A balanced phlegmatic can enjoy being snuggled up in a warm bed with their little ones snuggled up to them, but also know that true comfort comes in a good work ethic. This balanced mom gets up and gets her work done so that she can enjoy the comfort. She struggles because those covers are SO cozy and warm. She just wants to stay wrapped up in them all day and sip cocoa and read a good long 500 page book or watch a really good TV series on Netflix, preferably something with 20 or so episodes so she can stay curled up in that blanket! LOL. The great parts about the phlegmatic mom is that once she lights her own fire - WATCH OUT - sing with me... this mom is one firrrreeee. LOL. (bad song, bad reference, LOL) Steiner described this temperament like the ocean. Calm and placid or raging waves. Both are good! The balance for you will be enjoying the good life, loving your body - even if it is slightly more robust than your melancholic friends, and knowing when it is time to get busy and work.
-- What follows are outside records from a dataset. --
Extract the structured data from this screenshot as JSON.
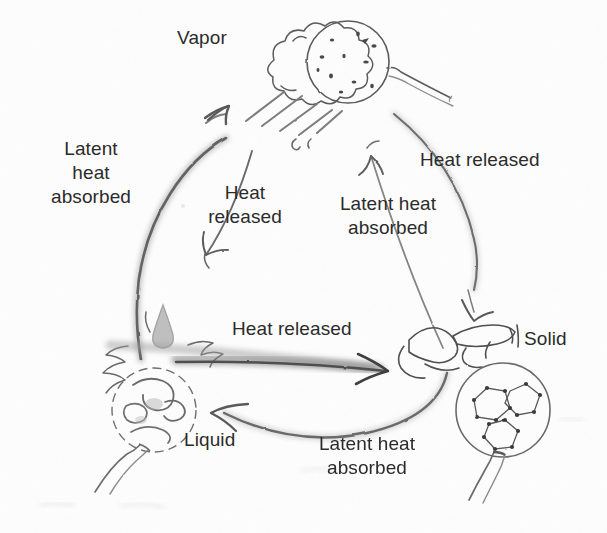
{
  "diagram": {
    "background_color": "#fefefe",
    "ink_color": "#5a5a5a",
    "text_color": "#2b2b2b",
    "states": {
      "vapor": "Vapor",
      "liquid": "Liquid",
      "solid": "Solid"
    },
    "labels": {
      "latent_heat_absorbed_left": "Latent\nheat\nabsorbed",
      "heat_released_top_left": "Heat\nreleased",
      "latent_heat_absorbed_middle": "Latent heat\nabsorbed",
      "heat_released_right": "Heat released",
      "heat_released_center": "Heat released",
      "latent_heat_absorbed_bottom": "Latent heat\nabsorbed"
    },
    "transitions": [
      {
        "from": "Liquid",
        "to": "Vapor",
        "label": "Latent heat absorbed",
        "arrow": "left-arc-up"
      },
      {
        "from": "Vapor",
        "to": "Liquid",
        "label": "Heat released",
        "arrow": "inner-left-down"
      },
      {
        "from": "Solid",
        "to": "Vapor",
        "label": "Latent heat absorbed",
        "arrow": "inner-right-up"
      },
      {
        "from": "Vapor",
        "to": "Solid",
        "label": "Heat released",
        "arrow": "right-arc-down"
      },
      {
        "from": "Liquid",
        "to": "Solid",
        "label": "Heat released",
        "arrow": "bottom-straight-right"
      },
      {
        "from": "Solid",
        "to": "Liquid",
        "label": "Latent heat absorbed",
        "arrow": "bottom-arc-left"
      }
    ]
  }
}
You will struggle with discipline for your children, not because you can't be bossy like the choleric or because you are worried you will harm their spirit like the melancholic or even because you forget to like the sanguine... you will struggle because you wait to long to respond and then it will take longer to get things under control. I am confident that you can combat this!
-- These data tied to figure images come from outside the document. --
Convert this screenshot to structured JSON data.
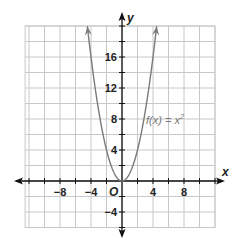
{
  "chart_data": {
    "type": "line",
    "title": "",
    "xlabel": "x",
    "ylabel": "y",
    "xlim": [
      -12.5,
      12
    ],
    "ylim": [
      -6,
      20
    ],
    "grid": true,
    "grid_step": 2,
    "x_ticks": [
      -8,
      -4,
      4,
      8
    ],
    "x_tick_labels": [
      "−8",
      "−4",
      "4",
      "8"
    ],
    "y_ticks": [
      16,
      12,
      8,
      4,
      -4
    ],
    "y_tick_labels": [
      "16",
      "12",
      "8",
      "4",
      "−4"
    ],
    "origin_label": "O",
    "series": [
      {
        "name": "f(x) = x²",
        "function": "x^2",
        "x": [
          -4.47,
          -4,
          -3,
          -2,
          -1,
          0,
          1,
          2,
          3,
          4,
          4.47
        ],
        "values": [
          20,
          16,
          9,
          4,
          1,
          0,
          1,
          4,
          9,
          16,
          20
        ],
        "arrows_at_ends": true
      }
    ],
    "annotations": [
      {
        "text": "f(x) = x²",
        "x": 5,
        "y": 8
      }
    ]
  },
  "colors": {
    "grid": "#c8c8c8",
    "axis": "#111111",
    "curve": "#7a7a7a",
    "label": "#222222",
    "annotation": "#777777"
  },
  "labels": {
    "x_axis": "x",
    "y_axis": "y",
    "origin": "O",
    "fn_prefix": "f(x) = x",
    "fn_exp": "2"
  }
}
We will go much deeper into each of these temperaments and I will talk about ways that you can strengthen yourself AND parent a household full of different temperaments. I will help you be able to reach your melancholic child that wants to whine about lessons, your bossy child that calls for you to be a strong leader, your sanguine child that forgets everything and your phlegmatic child that just refuses to write even. one. sentence. We will tackle this together!
Auriel's Light Gathering Replays on Temperament available in the Candle or Lantern.
Try it out for a month FREE with code "WELCOME"
https://www.aurielslight.org/store
Temperament FREE Resources
https://www.waldorfessentials.com/resources-collection
YouTube Playlist on Temperament
https://www.youtube.com/watch?v=lZ0jFqbNLVg&list=PLUtqXjA39yD0jQ-Rln88uiw5KopqhE9vy
Blog Posts on Temperament
https://www.waldorfessentials.com/blog?tag=temperaments
50% Complete
Lorem ipsum dolor sit amet, consectetur adipiscing elit, sed do eiusmod tempor incididunt ut labore et dolore magna aliqua.